Fourth park tiger killed in a week!

The Hindu , Friday, December 24, 2004
Correspondent : Staff Reporter
BHOPAL, DEC. 23. One more tiger was killed in the Thuepani beat falling under the Gumtara range of the Pench National Park on Sunday night. With this latest killing, the total number of tigers found killed inside the Pench National Park and its buffer area has gone up to four within just one week.

Earlier the carcass of a tigress and her cub, slaughtered by poachers, was found in the buffer area of Pench National Park on December 17. On the basis of

information passed by an informer after this poaching incident, a resident of Kurai village was arrested as he was found possessing few tiger nails. During

interrogation, he passed information that led to the seizure of another tiger's skeletal remains from Kurai Ghati deep inside the Pench National Park on Sunday.

The number of tigers poached or killed under mysterious circumstances in the Pench National Park and its buffer area has gone up to four after the villagers from Thuepani village saw the body of one more tiger lying near the Japtikhapa Nullah on Monday morning. This spot is about nine kilometers from the

Totladoh dam.

The Thuepani villagers, who were among the first to spot the tiger's body on Monday morning have been firm in stating that the tiger had a bullet wound on its

head. According to informed sources, the forest staff that subsequently reached the spot from Totladoh tried to hush up this whole case by just completing the

formality of a post-mortem and hurriedly burning its remains.

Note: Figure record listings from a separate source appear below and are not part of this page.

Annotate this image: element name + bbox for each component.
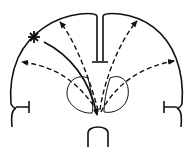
nucleus-right [104, 77, 128, 113]
hemisphere-outline-right [103, 14, 182, 127]
dashed-arrows [22, 21, 174, 112]
brain-diagram [0, 0, 192, 147]
dashed-arrow-right [101, 61, 174, 112]
brainstem-outline [88, 127, 108, 147]
nucleus-left [67, 77, 93, 113]
midline-fissure [92, 16, 108, 62]
hemisphere-outline-left [11, 14, 97, 127]
dashed-arrow-left [22, 62, 98, 112]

In their official records, forest department sources have pointed out, the forest authorities are now showing it as a natural death caused by some wound

that could have been inflicted during a fight with another tiger over control of territory.

While the State Chief Wildlife Warden, P.C. Shukla was not available for comments as he was on tour, the State Principal Chief Conservator of Forest, A.P.

Dwivedi told The Hindu today that the Chief Conservator Wildlife, Suhas Kumar has rushed to Pench to study the ground situation and submit a report at

the earliest.

He confirmed that the number of tigers found killed inside the Pench National Park in the last one week has gone up to four. He denied on the basis of preliminary reports that the fourth tiger found killed near Thuepani village had been shot dead.

In May 1996 the Chief Wildlife Warden, Madhya Pradesh had granted permits for fishing in Totladoh reservoir inside Pench to 305 persons displaced due to the construction of the Pench Hydro-electric Project Dam.

These permits had been challenged by the Delhi-based Animal and Environment Legal Defense Fund on the plea that they were violative of the Wild Life (Protection) Act, 1972. After the Supreme Court had passed its judgement on the Pench National Park case on March 5, 1997, access to the Totladoh reservoir (for controlled fishing by the dam affected people) was allowed only on the Totladoh-Thuepani road.

Ever since Thuepani, which falls in the Chhindwara district, has become an easy entry-point for those crossing the Maharashtra border and entering Pench from Chirrevani village on the Madhya Pradesh/Maharashtra border.